Testing Searle's model

Clark and Lucy (1975)

Used negation on the literal and the non-literal meaning

Subject's task matching pictures to sentences

1) Can you open the door?

postive in direct and indirect meaning

2) Must you open the door?

positive direct negative indirect

3) Why not open the door?

negative direct positive indirect

 

 

Positive requests had faster times than negative requests and requests in negative form to even longer.

Evidence for computing literal meaning of the sentence first.

 

Gibbs (1979)

Processing indirect speech acts in context

Must you open the window?

Mrs. Smith was watering her garden one afternoon. She saw the housepainter was pushing a window open. She didn't understand why he needed to have it open. A bit worried she went over and poiltey asked. "Must you open the window?"

One morning John felt too sick to go to school. The night before he and his friends got very drunk. Because of this he caught a bad cold. He was lying in bed when his mother stormed in. When she started to open the window John groaned, "Must you open the window?"

Then flash:

Need you open the window?

Do not open the window.

 

Indirect requests took longer in isolation but...

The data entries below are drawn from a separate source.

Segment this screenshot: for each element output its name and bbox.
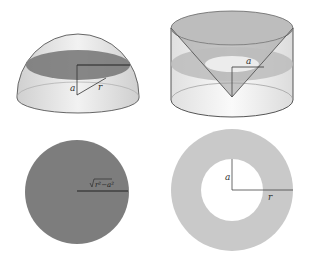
hemisphere-figure: a r xyxy=(17,34,139,113)
annulus-figure: a r xyxy=(171,129,293,251)
label-radicand: r²−a² xyxy=(95,181,114,189)
disk xyxy=(25,140,129,244)
label-a-cyl: a xyxy=(246,56,251,66)
cylinder-figure: a xyxy=(171,11,293,117)
diagram-canvas: a r a r²−a² a r xyxy=(0,0,311,269)
label-a-annulus: a xyxy=(225,172,230,182)
label-r-annulus: r xyxy=(268,192,273,202)
label-a: a xyxy=(70,83,75,93)
cylinder-top xyxy=(171,11,293,45)
label-r: r xyxy=(98,82,103,92)
disk-figure: r²−a² xyxy=(25,140,129,244)
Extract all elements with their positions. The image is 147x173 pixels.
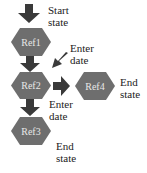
node-ref4: Ref4 — [75, 72, 115, 100]
end-state-label-ref4: End state — [120, 76, 140, 100]
node-ref2-label: Ref2 — [21, 80, 40, 91]
right-arrow-icon — [53, 76, 71, 96]
enter-date-label-2: Enter date — [49, 98, 73, 122]
down-arrow-icon — [19, 99, 41, 117]
node-ref4-label: Ref4 — [85, 81, 104, 92]
node-ref3-label: Ref3 — [21, 126, 40, 137]
node-ref1: Ref1 — [11, 28, 51, 56]
down-arrow-icon — [19, 56, 41, 73]
node-ref3: Ref3 — [11, 117, 51, 145]
enter-date-arrow-icon — [51, 52, 69, 69]
enter-date-label-1: Enter date — [70, 42, 94, 66]
start-arrow-icon — [17, 4, 41, 24]
node-ref1-label: Ref1 — [21, 37, 40, 48]
node-ref2: Ref2 — [11, 72, 51, 99]
end-state-label-ref3: End state — [56, 140, 76, 164]
start-state-label: Start state — [48, 4, 69, 28]
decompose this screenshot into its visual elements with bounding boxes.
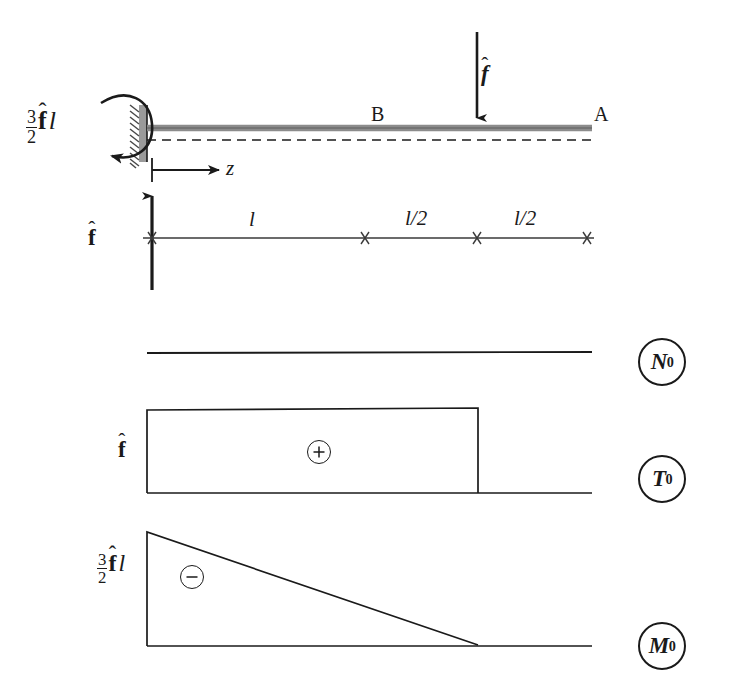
applied-moment-label: 32ˆfl xyxy=(26,108,56,146)
diagram-label-t0: T0 xyxy=(638,455,686,503)
m0-force-symbol: ˆf xyxy=(108,551,116,575)
m0-subscript: 0 xyxy=(669,638,676,655)
dimension-label-1: l xyxy=(249,209,255,230)
point-label-b: B xyxy=(371,104,384,124)
n0-letter: N xyxy=(651,349,667,375)
m0-numerator: 3 xyxy=(97,551,107,568)
plus-icon xyxy=(312,445,326,459)
moment-length-symbol: l xyxy=(49,106,56,135)
hat-accent-icon: ˆ xyxy=(38,100,46,124)
hat-accent-icon: ˆ xyxy=(88,219,95,240)
t0-letter: T xyxy=(652,466,666,492)
dimension-label-2: l/2 xyxy=(405,208,427,229)
diagram-label-m0: M0 xyxy=(638,622,686,670)
t0-value-label: ˆf xyxy=(118,438,126,461)
moment-numerator: 3 xyxy=(26,108,37,127)
hat-accent-icon: ˆ xyxy=(481,55,488,76)
m0-value-label: 32ˆfl xyxy=(97,551,125,587)
n0-subscript: 0 xyxy=(667,354,674,371)
fixed-support xyxy=(130,105,147,168)
m0-letter: M xyxy=(649,633,669,659)
applied-force-label: ˆf xyxy=(481,62,489,85)
z-axis-label: z xyxy=(226,158,234,179)
moment-fraction: 32 xyxy=(26,108,37,146)
t0-subscript: 0 xyxy=(665,471,672,488)
minus-icon xyxy=(185,570,199,584)
minus-sign-badge xyxy=(180,565,204,589)
m0-length-symbol: l xyxy=(118,550,125,576)
hat-accent-icon: ˆ xyxy=(109,544,116,566)
hat-accent-icon: ˆ xyxy=(118,431,125,452)
reaction-force-label: ˆf xyxy=(88,226,96,249)
m0-denominator: 2 xyxy=(97,568,107,586)
dimension-label-3: l/2 xyxy=(514,208,536,229)
plus-sign-badge xyxy=(307,440,331,464)
z-axis xyxy=(152,158,219,182)
m0-diagram xyxy=(147,532,592,646)
m0-fraction: 32 xyxy=(97,551,107,586)
n0-diagram xyxy=(147,352,592,353)
t0-diagram xyxy=(147,408,592,493)
moment-denominator: 2 xyxy=(26,127,37,147)
point-label-a: A xyxy=(594,104,608,124)
figure-root: 32ˆfl ˆf z B A ˆf l l/2 l/2 ˆf 32ˆfl N0 xyxy=(0,0,749,694)
diagram-label-n0: N0 xyxy=(638,338,686,386)
moment-force-symbol: ˆf xyxy=(38,108,47,134)
dimension-line xyxy=(143,232,594,244)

Subjects faster at identifying indirect requests in context than literal meaning.

 

 

Evidence that we don't compute a direct meaning if there is enough context.

Metaphor

We are fighting an uphill battle

He flew through his homework

He is drifting aimlessly

He is tied up at work

Arguments: = war

He attacked every week point in my argument

His criticisms were right on target.

He shot down all of my arguments.

If you use that strategy, he'll wipe you out.

Time:= money

You're wasting time

How do you spend your time?

I've invested a lot of time in her.

I can't spare the time.

How often do we use metaphors?

MacNeil/Lehrer News Hour: one metaphor every 25 words

 

What constitutes a metaphor?

Billboards are warts on the landscape

Topic/Tenor=Billboards

Vehicle= warts

Ground= Implied similarity between the tenor and vehicle

We use the tenor and vehicle to infer the ground

What is the tenor, vehicle and ground of these metaphors?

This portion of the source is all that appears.